Robert Nozick has many problems with Rawls' Theories of Fairness. Not least though, is his argument that pattern distribution denies individuals the right to make voluntary exchanges of money. This means that, for example, an entrepreneur sells a poor person something, but is taxed on the income from the sale, and the tax is returned to the poor person in the form of either money, or a public service of some kind. This process is fraught with problems, not simply because, as Nozick says, it commands individuals to make exchanges in a certain way, but because makes individuals react to the control in a negative way. It's often said that rich people don't really pay taxes, because they just pass the cost of the taxes on to the average consumer by raising prices. In practice, this continually makes the poorest people in society stay poor, because just as they are the recipients of a redistribution of wealth, they are giving that wealth back to the rich in the form of higher payments for exchanges.
Nozick seems mostly worried about the liberty of rich people, I think, but as even Rawls will acknowledge, people seem to be supremely self-interested, and are repelled by challenges to their liberty. As a consequence, their actions when their liberties are challenged tend to have the opposite effect intended by a Rawlsian redistributor, oppressinging the economic liberties of the poor which he'd intended to save.

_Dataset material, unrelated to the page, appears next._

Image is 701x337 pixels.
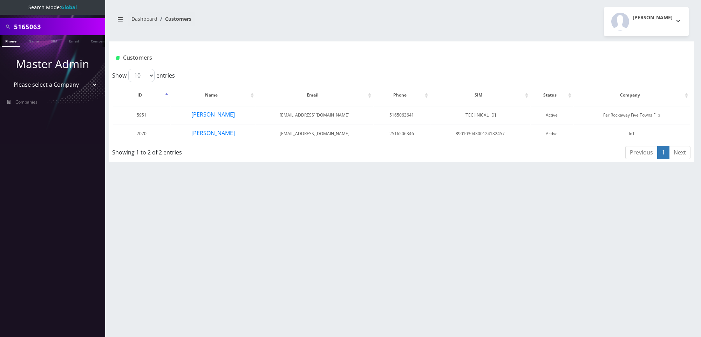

Ownership is important to Nozick as a consequence of liberty, and he sees that liberty as supreme. When you are not allowed to give somebody something voluntarily in exchange for a possession of another kind, then you effectively do not own that object. When you do not own the products of your labour, then you are not free. While I agree with Nozick that ownership is an important consequence, or more properly an indicator of liberty, I don't think that pattern distribution can ever limit one's liberty, unless those whom Rawls wants to handicap let him do so, by not raising their prices or lowering their wages.